“And besides, we know now that it wasn’t Brinkman, this time at any rate. Because he was away at the funeral. Whereas Pulteney shirked the funeral on an obviously false ground; didn’t go to the funeral and didn’t go fishing either. Assuming that the listener is the same all through, it looks bad for Pulteney.”

A knock at the door suddenly interrupted their interview. “May I come in?” said a gentle voice, and following it, flushed as with hot walking yet still beaming with its habitual benevolence, came the face of Mr. Pulteney.

“Ah, Mr. Bredon, they told me I would find you in here. I wanted a word with you. Could we go outside, or”——

“Nonsense, Mr. Pulteney,” said Angela firmly. “What Mr. Eames and I don’t know isn’t worth knowing. Come in and tell us all about it.”
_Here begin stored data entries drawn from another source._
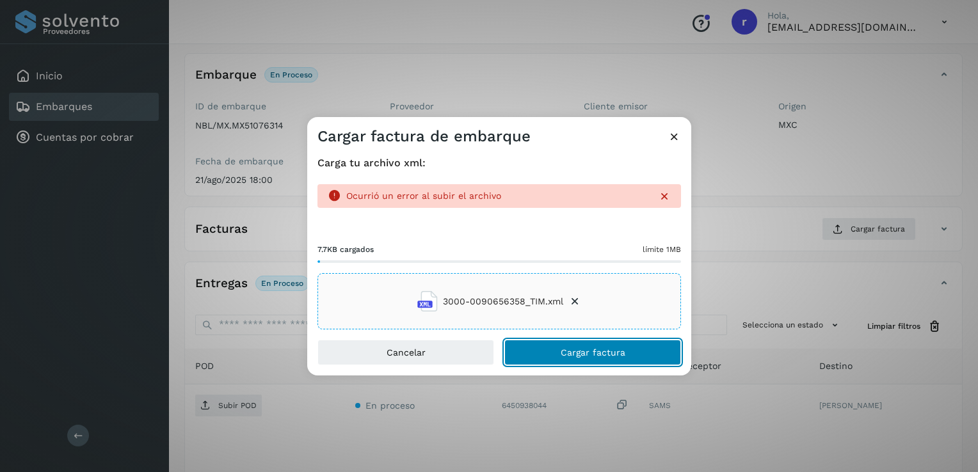 The image size is (978, 472). Describe the element at coordinates (346, 250) in the screenshot. I see `span: 7.7KB cargados` at that location.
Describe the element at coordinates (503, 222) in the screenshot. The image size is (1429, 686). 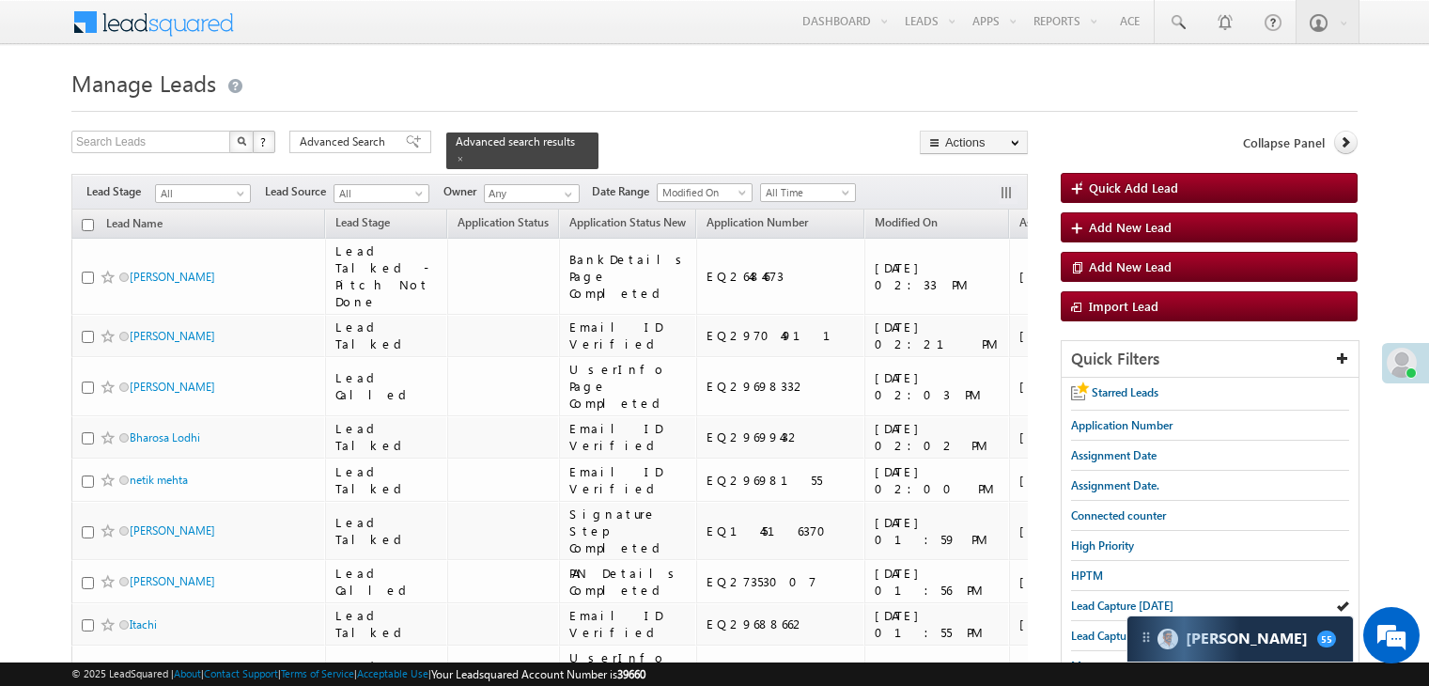
I see `span: Application Status` at that location.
“Well, you know, I’m afraid I’ve got to make a kind of confession. It’s a very humiliating confession for me to make, because I’m afraid, once again, I’ve been guilty of curiosity. I simply cannot mind my own business.”

“And what have you been up to now?” asked Angela.
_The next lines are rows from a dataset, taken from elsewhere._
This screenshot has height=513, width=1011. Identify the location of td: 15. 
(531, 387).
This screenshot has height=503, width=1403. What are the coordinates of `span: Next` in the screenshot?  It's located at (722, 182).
“Why, when I said I was going out fishing this afternoon, I’m afraid I was guilty of a prevarication. Indeed, when I announced my intention of going to the funeral, I was beginning to weave the tangled web of those who first practise to deceive. You see, I didn’t want Brinkman to know.”

“To know what?”

“Well, that I was rather suspicious about his movements. You see, I’ve asked him several times when he means to leave Chilthorpe, and he always talks as if he was quite uncertain of his plans. He did so at breakfast, you remember. But this morning, when I went up to get a sponge I had left in the bathroom, I saw Brinkman packing.”

“Packing?”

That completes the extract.